The divergent reviews this play gets are remarkable. Billington wasn’t the only broadsheet reviewer to give it 5 stars but others called it a disaster. Nothing in between. The disparity between the views of your two friends, one who loved it and one who walked out, forced you to go and see for yourself. Now I also feel an urge to see it for myself, if only to understand this divergence. But…no – I think I’ll save my money and take your word on it, Martin. Thanks.
I’m the friend who “loved it” – in kevincheeseman’s above comment. But I wasn’t delivering an uncritical rave. I thought a lot of the musical arrangements and singing were marvelous, as did Martin. Jokerman, License To Kill, True Love Tends To Forget, Sign On The Window, Sweetheart Like You all sounded vivid and heard anew. I Want You, Senor, All Along The Watchtower were less successful. I also thought the play resembled a theatre workshop throwing themes and images from Steinbeck and Eugene O’Neill into the mix, and they don’t always work. Unrepentant, I still think there is something odd and original McPherson’s production. As if the songs were the unconscious thoughts of the characters. I gave Bob’s music 5 points and the play 3 points. I remember an ad for Antonioni’s film Zabriskie Point which printed critics who loved it on one side of the page and critics who loathed it on the other. In the middle in a large type face: It’s not a gap. it’s an abyss.
I guess it is an abyss! And you shouldn’t take my word over anyone else’s, it was just a very visceral feeling that I had about it – I often feel that theatre gets an easy ride from the critics…
I enjoyed the play. I thought McPherson was inspired to set the action in the 1930s, which enabled him to steer well clear of the oft-peddled clichés about Dylan the ‘icon’. I agree with Martin’s comments about the thinness of characterisation, and yes the play was stuffed with stock characters. However, this didn’t bother me in the least. It gave more focus to the music – presumably the point of the project was to showcase Dylan’s music – which I thought was very imaginatively and successfully selected and arranged. (By the way, the comment about the funereal pace of ‘I Want You’ suggests that Martin has not heard the Budokan version, which was how Dylan was singing the song on his 1978 tour.)
Ah, but I wasn’t a fan of the Budokan version either, Frank (although Bruce Springsteen did do a gorgeous slow version). I had a problem with the more, shall we say, operatic singing of it in GFTNC, which seemed to kill the feel of the words.
ps I’m generally a fan of changed tempo and words, as a lot of Dylan songs don’t have a definitive version…
I agree with both your comments, Martin. ‘Cutting Edge’, of course, is wonderful proof of Dylan’s reluctance to believe in definitive versions (as are his concerts).

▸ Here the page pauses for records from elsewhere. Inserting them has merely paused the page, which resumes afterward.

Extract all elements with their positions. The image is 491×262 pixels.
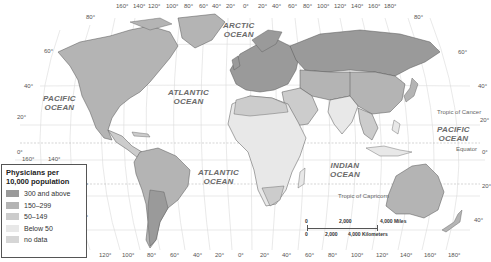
lat-label-40-left: 40° [24, 83, 33, 89]
ocean-word: OCEAN [330, 170, 360, 179]
canada-islands [130, 18, 172, 30]
philippines [392, 120, 400, 134]
scale-bar: 0 2,000 4,000 Miles 0 2,000 4,000 Kilome… [305, 218, 435, 238]
south-asia [328, 96, 358, 134]
ocean-name: ATLANTIC [198, 168, 239, 177]
ocean-label-pacific-east: PACIFICOCEAN [437, 125, 470, 143]
lat-label-80-left: 80° [86, 14, 95, 20]
scale-km-0: 0 [305, 231, 308, 237]
lat-label-20-right: 20° [480, 117, 489, 123]
greenland [178, 14, 225, 48]
north-america [58, 26, 178, 140]
legend-label: no data [24, 236, 47, 243]
scale-miles-0: 0 [305, 218, 308, 224]
russia [290, 30, 440, 76]
north-africa [234, 96, 288, 116]
ocean-name: INDIAN [330, 161, 360, 170]
lon-label: 120° [148, 3, 160, 9]
lon-label-pacific: 140° [48, 156, 60, 162]
lon-label: 100° [317, 3, 329, 9]
legend-item-300-above: 300 and above [6, 188, 82, 200]
ocean-word: OCEAN [437, 134, 470, 143]
legend-item-150-299: 150–299 [6, 200, 82, 212]
lon-label: 120° [334, 3, 346, 9]
tropic-of-cancer-label: Tropic of Cancer [437, 109, 481, 115]
scale-line [307, 228, 377, 229]
lon-label: 80° [184, 3, 193, 9]
ocean-name: PACIFIC [437, 125, 470, 134]
legend-title: Physicians per 10,000 population [6, 168, 82, 186]
lon-label: 80° [147, 252, 156, 258]
legend-item-below-50: Below 50 [6, 223, 82, 235]
australia [386, 164, 444, 218]
lon-label-pacific: 160° [22, 156, 34, 162]
lon-label: 40° [193, 252, 202, 258]
swatch [6, 190, 19, 197]
lat-label-60-left: 60° [44, 48, 53, 54]
ocean-name: ARCTIC [223, 21, 254, 30]
lat-label-20s-right: 20° [482, 183, 491, 189]
lon-label: 180° [384, 3, 396, 9]
china [350, 72, 405, 114]
ocean-label-indian: INDIANOCEAN [330, 161, 360, 179]
lon-label: 60° [288, 3, 297, 9]
legend-label: Below 50 [24, 225, 53, 232]
ocean-name: ATLANTIC [168, 88, 209, 97]
new-zealand [442, 210, 462, 232]
madagascar [298, 168, 305, 188]
lon-label: 20° [226, 3, 235, 9]
ocean-label-atlantic-south: ATLANTICOCEAN [198, 168, 239, 186]
ocean-word: OCEAN [168, 97, 209, 106]
legend-label: 150–299 [24, 202, 51, 209]
ocean-word: OCEAN [43, 103, 76, 112]
tropic-of-capricorn-label: Tropic of Capricorn [338, 193, 389, 199]
argentina [148, 190, 168, 246]
lon-label: 0° [243, 3, 249, 9]
lon-label: 120° [99, 252, 111, 258]
ocean-label-pacific-west: PACIFICOCEAN [43, 94, 76, 112]
lon-label: 0° [238, 252, 244, 258]
lon-label: 160° [116, 3, 128, 9]
lon-label: 40° [212, 3, 221, 9]
scale-km-2000: 2,000 [325, 231, 338, 237]
lon-label: 20° [215, 252, 224, 258]
swatch [6, 225, 19, 232]
legend-title-line2: 10,000 population [6, 177, 82, 186]
legend: Physicians per 10,000 population 300 and… [1, 164, 87, 258]
lon-label: 180° [448, 252, 460, 258]
lon-label: 160° [424, 252, 436, 258]
scale-miles-4000: 4,000 Miles [380, 218, 406, 224]
lon-label: 40° [272, 3, 281, 9]
scale-miles-2000: 2,000 [339, 218, 352, 224]
lon-label: 60° [170, 252, 179, 258]
ocean-label-atlantic-north: ATLANTICOCEAN [168, 88, 209, 106]
ocean-label-arctic: ARCTICOCEAN [223, 21, 254, 39]
lat-label-40s-right: 40° [474, 217, 483, 223]
swatch [6, 213, 19, 220]
lon-label: 60° [305, 252, 314, 258]
lon-label: 80° [328, 252, 337, 258]
lat-label-0-right: 0° [482, 149, 488, 155]
caribbean [132, 132, 150, 137]
lon-label: 40° [282, 252, 291, 258]
lon-label: 60° [199, 3, 208, 9]
legend-title-line1: Physicians per [6, 168, 82, 177]
scale-km-4000: 4,000 Kilometers [348, 231, 388, 237]
lon-label: 80° [303, 3, 312, 9]
ocean-word: OCEAN [198, 177, 239, 186]
legend-item-50-149: 50–149 [6, 211, 82, 223]
lon-label: 100° [351, 252, 363, 258]
lat-label-40-right: 40° [478, 83, 487, 89]
equator-label: Equator [456, 146, 477, 152]
lat-label-80-right: 80° [414, 14, 423, 20]
lat-label-0-left: 0° [17, 149, 23, 155]
lon-label: 140° [351, 3, 363, 9]
lon-label: 20° [258, 3, 267, 9]
legend-label: 300 and above [24, 190, 70, 197]
ocean-name: PACIFIC [43, 94, 76, 103]
legend-item-no-data: no data [6, 234, 82, 246]
lon-label: 120° [376, 252, 388, 258]
lon-label: 140° [400, 252, 412, 258]
lon-label: 160° [368, 3, 380, 9]
lon-label: 20° [260, 252, 269, 258]
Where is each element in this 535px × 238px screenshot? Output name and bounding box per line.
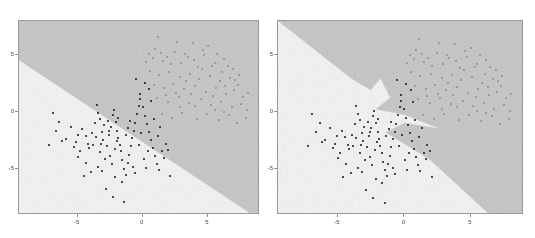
data-point: [470, 47, 472, 49]
data-point: [365, 189, 367, 191]
data-point: [386, 175, 388, 177]
data-point: [150, 100, 152, 102]
data-point: [246, 109, 248, 111]
data-point: [463, 69, 465, 71]
data-point: [499, 123, 501, 125]
data-point: [83, 175, 85, 177]
data-point: [392, 138, 394, 140]
data-point: [123, 201, 125, 203]
data-point: [242, 96, 244, 98]
data-point: [337, 157, 339, 159]
x-tick-label: 5: [468, 219, 471, 225]
data-point: [406, 62, 408, 64]
data-point: [379, 145, 381, 147]
data-point: [154, 48, 156, 50]
data-point: [370, 127, 372, 129]
data-point: [161, 113, 163, 115]
x-tick: [77, 214, 78, 217]
data-point: [481, 82, 483, 84]
data-point: [456, 106, 458, 108]
data-point: [157, 135, 159, 137]
data-point: [413, 148, 415, 150]
data-point: [210, 104, 212, 106]
data-point: [336, 135, 338, 137]
data-point: [411, 140, 413, 142]
data-point: [488, 94, 490, 96]
data-point: [414, 85, 416, 87]
data-point: [75, 141, 77, 143]
data-point: [387, 163, 389, 165]
data-point: [209, 75, 211, 77]
data-point: [55, 130, 57, 132]
data-point: [405, 83, 407, 85]
data-point: [500, 85, 502, 87]
data-point: [468, 114, 470, 116]
data-point: [419, 75, 421, 77]
data-point: [129, 120, 131, 122]
data-point: [77, 156, 79, 158]
data-point: [185, 80, 187, 82]
data-point: [216, 53, 218, 55]
data-point: [460, 79, 462, 81]
data-point: [88, 147, 90, 149]
data-point: [73, 146, 75, 148]
data-point: [130, 145, 132, 147]
data-point: [357, 113, 359, 115]
data-point: [153, 84, 155, 86]
data-point: [193, 59, 195, 61]
data-point: [348, 148, 350, 150]
data-point: [134, 172, 136, 174]
data-point: [172, 83, 174, 85]
data-point: [163, 87, 165, 89]
y-tick: [274, 111, 277, 112]
data-point: [133, 130, 135, 132]
data-point: [134, 122, 136, 124]
data-point: [446, 54, 448, 56]
data-point: [401, 134, 403, 136]
data-point: [52, 112, 54, 114]
data-point: [148, 53, 150, 55]
data-point: [115, 121, 117, 123]
data-point: [99, 118, 101, 120]
data-point: [156, 97, 158, 99]
data-point: [165, 143, 167, 145]
data-point: [311, 113, 313, 115]
data-point: [101, 170, 103, 172]
data-point: [125, 174, 127, 176]
data-point: [417, 98, 419, 100]
data-point: [389, 155, 391, 157]
data-point: [223, 58, 225, 60]
data-point: [412, 101, 414, 103]
data-point: [105, 188, 107, 190]
data-point: [426, 95, 428, 97]
data-point: [361, 171, 363, 173]
data-point: [192, 42, 194, 44]
x-tick-label: 0: [402, 219, 405, 225]
data-point: [371, 164, 373, 166]
data-point: [359, 119, 361, 121]
data-point: [398, 145, 400, 147]
data-point: [223, 111, 225, 113]
data-point: [161, 150, 163, 152]
data-point: [219, 80, 221, 82]
data-point: [77, 134, 79, 136]
data-point: [372, 115, 374, 117]
data-point: [85, 162, 87, 164]
data-point: [229, 77, 231, 79]
data-point: [198, 78, 200, 80]
data-point: [447, 82, 449, 84]
data-point: [211, 65, 213, 67]
data-point: [227, 65, 229, 67]
data-point: [214, 62, 216, 64]
plot-area-right: [277, 20, 523, 214]
data-point: [167, 101, 169, 103]
data-point: [355, 105, 357, 107]
y-tick-label: -5: [264, 165, 273, 171]
data-point: [160, 52, 162, 54]
data-point: [372, 197, 374, 199]
data-point: [152, 57, 154, 59]
data-point: [431, 176, 433, 178]
y-tick-label: 0: [5, 108, 14, 114]
data-point: [232, 68, 234, 70]
data-point: [484, 73, 486, 75]
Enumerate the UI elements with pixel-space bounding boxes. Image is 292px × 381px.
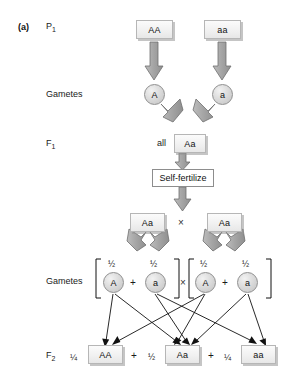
f2-plus-1: + <box>131 350 137 361</box>
gamete-plus-right: + <box>222 277 228 288</box>
fertilization-arrows <box>102 294 266 347</box>
row-label-f2: F2 <box>46 351 55 362</box>
row-label-f1: F1 <box>46 139 55 150</box>
f2-genotype-box-AA: AA <box>88 345 123 364</box>
arrow-layer <box>0 0 292 381</box>
f2-ratio-Aa: ½ <box>148 352 155 362</box>
gamete-circle-f1-left-A: A <box>103 272 124 293</box>
f1-genotype-box: Aa <box>174 134 206 153</box>
p1-parent-box-left: AA <box>136 20 173 39</box>
row-label-p1-subscript: 1 <box>52 26 56 33</box>
row-label-p1: P1 <box>46 22 56 33</box>
f1-prefix-label: all <box>157 139 166 148</box>
gamete-circle-p-left: A <box>144 84 165 105</box>
f1-cross-box-left: Aa <box>130 213 165 232</box>
block-arrow-selffertilize-to-cross <box>174 187 191 211</box>
gamete-fraction-left-a: ½ <box>150 259 157 269</box>
self-fertilize-box: Self-fertilize <box>152 169 214 187</box>
block-arrow-p1-left-to-gamete <box>145 42 163 80</box>
row-label-gametes-p: Gametes <box>46 90 83 99</box>
f2-genotype-box-aa: aa <box>241 345 276 364</box>
f2-ratio-AA: ¼ <box>70 352 77 362</box>
f1-cross-operator: × <box>178 217 184 228</box>
gamete-fraction-right-a: ½ <box>242 259 249 269</box>
row-label-f2-subscript: 2 <box>52 355 56 362</box>
gamete-circle-f1-right-a: a <box>237 272 258 293</box>
block-arrow-gamete-lower-a-to-f1 <box>193 99 215 122</box>
figure-panel-a: (a) P1 Gametes F1 Gametes F2 AA aa A a a… <box>0 0 292 381</box>
block-arrow-p1-right-to-gamete <box>213 42 231 80</box>
block-arrow-right-parent-splits <box>203 229 245 251</box>
gamete-circle-p-right: a <box>212 84 233 105</box>
gamete-circle-f1-right-A: A <box>195 272 216 293</box>
block-arrow-gamete-a-to-f1 <box>161 99 183 122</box>
block-arrow-f1-to-selffertilize <box>175 153 190 170</box>
gamete-fraction-right-A: ½ <box>200 259 207 269</box>
gamete-circle-f1-left-a: a <box>145 272 166 293</box>
block-arrow-left-parent-splits <box>127 229 169 251</box>
row-label-gametes-f1: Gametes <box>46 277 83 286</box>
f2-plus-2: + <box>208 350 214 361</box>
gamete-cross-operator: × <box>180 277 186 288</box>
gamete-plus-left: + <box>130 277 136 288</box>
row-label-f1-subscript: 1 <box>52 143 56 150</box>
p1-parent-box-right: aa <box>204 20 241 39</box>
gamete-fraction-left-A: ½ <box>108 259 115 269</box>
f2-genotype-box-Aa: Aa <box>165 345 200 364</box>
panel-letter: (a) <box>18 22 29 32</box>
f1-cross-box-right: Aa <box>207 213 242 232</box>
f2-ratio-aa: ¼ <box>224 352 231 362</box>
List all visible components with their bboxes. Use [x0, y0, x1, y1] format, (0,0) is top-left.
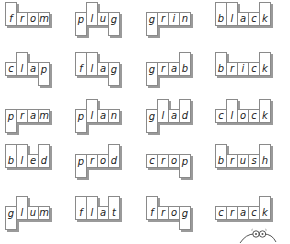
letter-cell: t: [108, 196, 120, 220]
letter: n: [111, 110, 117, 122]
letter: d: [111, 155, 117, 167]
letter-cell: n: [179, 12, 191, 26]
letter: g: [149, 14, 155, 26]
word-box-clock: clock: [215, 99, 271, 123]
letter-cell: p: [179, 154, 191, 178]
letter: c: [251, 13, 257, 25]
letter: i: [173, 13, 176, 25]
letter: a: [171, 110, 177, 122]
letter-cell: d: [108, 144, 120, 168]
letter: a: [30, 110, 36, 122]
letter: u: [100, 13, 106, 25]
letter-cell: g: [179, 206, 191, 230]
word-box-plug: plug: [75, 2, 120, 36]
letter: u: [30, 207, 36, 219]
caterpillar-icon: [238, 228, 278, 244]
letter: l: [231, 13, 234, 25]
letter-cell: m: [38, 12, 50, 26]
letter: l: [91, 13, 94, 25]
word-box-frog: frog: [146, 196, 191, 230]
letter: g: [8, 208, 14, 220]
letter: r: [20, 13, 24, 25]
letter: l: [162, 110, 165, 122]
letter: b: [218, 63, 224, 75]
letter-cell: n: [108, 109, 120, 123]
letter: a: [30, 63, 36, 75]
letter: r: [230, 207, 234, 219]
letter: c: [251, 110, 257, 122]
word-box-glad: glad: [146, 99, 191, 133]
letter: p: [78, 14, 84, 26]
word-box-prod: prod: [75, 144, 120, 178]
letter: t: [112, 207, 116, 219]
letter-cell: k: [259, 52, 271, 76]
letter: l: [91, 63, 94, 75]
letter: a: [100, 110, 106, 122]
letter: o: [100, 155, 106, 167]
word-box-glum: glum: [5, 196, 50, 230]
letter: d: [182, 110, 188, 122]
letter: a: [240, 13, 246, 25]
letter: m: [39, 13, 49, 25]
word-box-brick: brick: [215, 52, 271, 76]
letter-cell: k: [259, 2, 271, 26]
word-box-crack: crack: [215, 196, 271, 220]
word-box-flat: flat: [75, 196, 120, 220]
letter: l: [21, 207, 24, 219]
letter: l: [21, 155, 24, 167]
letter: b: [8, 155, 14, 167]
letter: f: [79, 207, 83, 219]
letter: b: [182, 63, 188, 75]
letter: c: [149, 155, 155, 167]
letter: a: [171, 63, 177, 75]
word-box-grab: grab: [146, 52, 191, 86]
letter: m: [39, 207, 49, 219]
letter: k: [262, 207, 268, 219]
letter: n: [182, 13, 188, 25]
letter: i: [242, 63, 245, 75]
letter-cell: d: [179, 99, 191, 123]
letter: m: [39, 110, 49, 122]
letter: a: [100, 63, 106, 75]
word-box-from: from: [5, 2, 50, 26]
word-box-brush: brush: [215, 144, 271, 168]
letter-cell: g: [108, 12, 120, 36]
letter: l: [21, 63, 24, 75]
letter: f: [9, 13, 13, 25]
word-box-grin: grin: [146, 2, 191, 36]
letter: r: [20, 110, 24, 122]
letter: o: [30, 13, 36, 25]
letter-cell: m: [38, 109, 50, 123]
letter: p: [78, 111, 84, 123]
letter: o: [171, 155, 177, 167]
letter-cell: d: [38, 144, 50, 168]
letter: h: [262, 155, 268, 167]
letter: l: [91, 110, 94, 122]
letter-cell: k: [259, 196, 271, 220]
letter: g: [182, 208, 188, 220]
letter: a: [240, 207, 246, 219]
word-box-bled: bled: [5, 144, 50, 168]
letter: f: [79, 63, 83, 75]
letter: l: [91, 207, 94, 219]
word-box-flag: flag: [75, 52, 120, 86]
letter: f: [150, 207, 154, 219]
letter: r: [161, 155, 165, 167]
letter: r: [161, 13, 165, 25]
letter-cell: h: [259, 144, 271, 168]
letter: g: [149, 64, 155, 76]
letter-cell: k: [259, 99, 271, 123]
letter: b: [218, 13, 224, 25]
letter: c: [8, 63, 14, 75]
letter: g: [149, 111, 155, 123]
letter: r: [230, 155, 234, 167]
letter: p: [41, 64, 47, 76]
letter: p: [8, 111, 14, 123]
letter: g: [111, 14, 117, 26]
letter: k: [262, 110, 268, 122]
letter: o: [171, 207, 177, 219]
letter-cell: p: [38, 62, 50, 86]
letter: r: [230, 63, 234, 75]
letter: r: [161, 63, 165, 75]
letter-cell: b: [179, 52, 191, 76]
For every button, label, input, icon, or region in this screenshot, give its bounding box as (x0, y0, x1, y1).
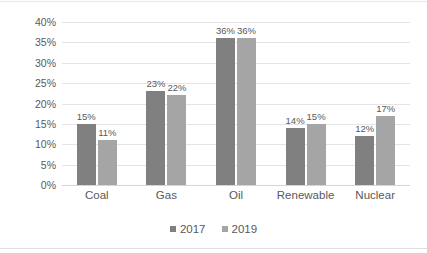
y-axis-tick-label: 35% (0, 37, 56, 47)
bar-value-label: 11% (98, 128, 116, 138)
y-axis-tick-label: 5% (0, 160, 56, 170)
bar-oil-2019[interactable]: 36% (237, 38, 256, 185)
bar-group: 15%11% (62, 22, 132, 185)
legend-label: 2017 (180, 223, 206, 235)
legend-label: 2019 (232, 223, 258, 235)
bar-renewable-2019[interactable]: 15% (307, 124, 326, 185)
x-axis-tick-label: Gas (132, 188, 202, 202)
x-axis-tick-label: Coal (62, 188, 132, 202)
bar-group-bars: 14%15% (271, 22, 341, 185)
chart-bottom-border (0, 248, 427, 249)
bar-coal-2017[interactable]: 15% (77, 124, 96, 185)
bar-oil-2017[interactable]: 36% (216, 38, 235, 185)
plot-area: 15%11%23%22%36%36%14%15%12%17% (62, 22, 410, 185)
bar-group: 23%22% (132, 22, 202, 185)
chart-top-border (0, 1, 427, 2)
bar-group-bars: 23%22% (132, 22, 202, 185)
bar-value-label: 15% (307, 112, 326, 122)
bar-group-bars: 12%17% (340, 22, 410, 185)
bar-nuclear-2019[interactable]: 17% (376, 116, 395, 185)
bar-value-label: 14% (286, 116, 305, 126)
bar-value-label: 36% (237, 26, 256, 36)
bar-group: 12%17% (340, 22, 410, 185)
bar-value-label: 17% (376, 104, 395, 114)
bar-group-bars: 15%11% (62, 22, 132, 185)
bar-chart: 0%5%10%15%20%25%30%35%40% 15%11%23%22%36… (0, 0, 427, 253)
legend-item-2017[interactable]: 2017 (170, 223, 206, 235)
y-axis-tick-label: 40% (0, 17, 56, 27)
bar-gas-2017[interactable]: 23% (146, 91, 165, 185)
y-axis-tick-label: 15% (0, 119, 56, 129)
x-axis-tick-label: Nuclear (340, 188, 410, 202)
y-axis-tick-label: 25% (0, 78, 56, 88)
bar-coal-2019[interactable]: 11% (98, 140, 117, 185)
axis-baseline (62, 185, 410, 186)
bar-gas-2019[interactable]: 22% (167, 95, 186, 185)
x-axis: CoalGasOilRenewableNuclear (62, 188, 410, 206)
legend-swatch-icon (170, 226, 176, 232)
bar-value-label: 15% (77, 112, 96, 122)
y-axis-tick-label: 30% (0, 58, 56, 68)
chart-legend: 20172019 (0, 221, 427, 237)
bar-group: 36%36% (201, 22, 271, 185)
x-axis-tick-label: Oil (201, 188, 271, 202)
bar-group: 14%15% (271, 22, 341, 185)
y-axis-tick-label: 0% (0, 180, 56, 190)
y-axis-tick-label: 20% (0, 99, 56, 109)
bar-nuclear-2017[interactable]: 12% (355, 136, 374, 185)
y-axis-tick-label: 10% (0, 139, 56, 149)
bar-value-label: 22% (167, 83, 186, 93)
legend-swatch-icon (222, 226, 228, 232)
bar-renewable-2017[interactable]: 14% (286, 128, 305, 185)
bar-value-label: 12% (355, 124, 374, 134)
bar-group-bars: 36%36% (201, 22, 271, 185)
y-axis: 0%5%10%15%20%25%30%35%40% (0, 22, 56, 185)
legend-item-2019[interactable]: 2019 (222, 223, 258, 235)
x-axis-tick-label: Renewable (271, 188, 341, 202)
bar-value-label: 23% (146, 79, 165, 89)
bar-value-label: 36% (216, 26, 235, 36)
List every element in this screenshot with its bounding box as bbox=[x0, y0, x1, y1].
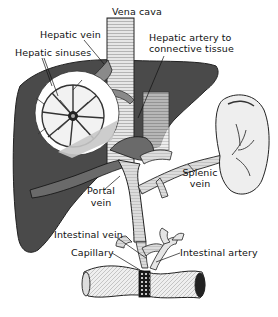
label-hepatic-artery-line1: Hepatic artery to bbox=[149, 32, 232, 43]
label-portal-vein-line1: Portal bbox=[84, 185, 118, 196]
spleen bbox=[216, 95, 269, 194]
label-portal-vein-line2: vein bbox=[84, 197, 118, 208]
label-hepatic-artery-line2: connective tissue bbox=[149, 43, 234, 54]
label-capillary: Capillary bbox=[71, 247, 114, 258]
label-hepatic-vein: Hepatic vein bbox=[40, 29, 101, 40]
label-intestinal-vein: Intestinal vein bbox=[54, 229, 123, 240]
liver-circulation-diagram: Vena cava Hepatic vein Hepatic sinuses H… bbox=[0, 0, 278, 317]
label-vena-cava: Vena cava bbox=[112, 6, 162, 17]
label-hepatic-sinuses: Hepatic sinuses bbox=[15, 47, 91, 58]
label-splenic-vein-line2: vein bbox=[180, 178, 220, 189]
capillary-network bbox=[139, 271, 150, 297]
figure-caption-truncated bbox=[6, 306, 274, 317]
label-intestinal-artery: Intestinal artery bbox=[180, 247, 258, 258]
label-splenic-vein-line1: Splenic bbox=[180, 167, 220, 178]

I enjoyed the play, so did my wife – both of us fans of Dylan and of good theatre for many decades. Setting it in the 30’s was a smart fit and helped in offering a new view of the same words (…we just saw it from a different point, of view). Most of the song re-interpretations were at least good and some were excellent. As others have said, Dylan watchers will have heard him sing many wildly different versions of his own songs over the last fifty years – it is wrong to regard the recorded versions as “definitive” – Dylan certainly doesn’t. For those interested to hear a beautiful and even even slower version of “I Want You” it is the first of a number of outtakes from his MTV Unplugged show in 1993: https://www.youtube.com/watch?v=EAUG8WU4lyg
As someone who has seen Bob too many times to count I absolutely loved the show and would urge anyone able to get to London to go and see it with an open mind. I have already played the CD more times than all of his recent “American Songbook” albums put together.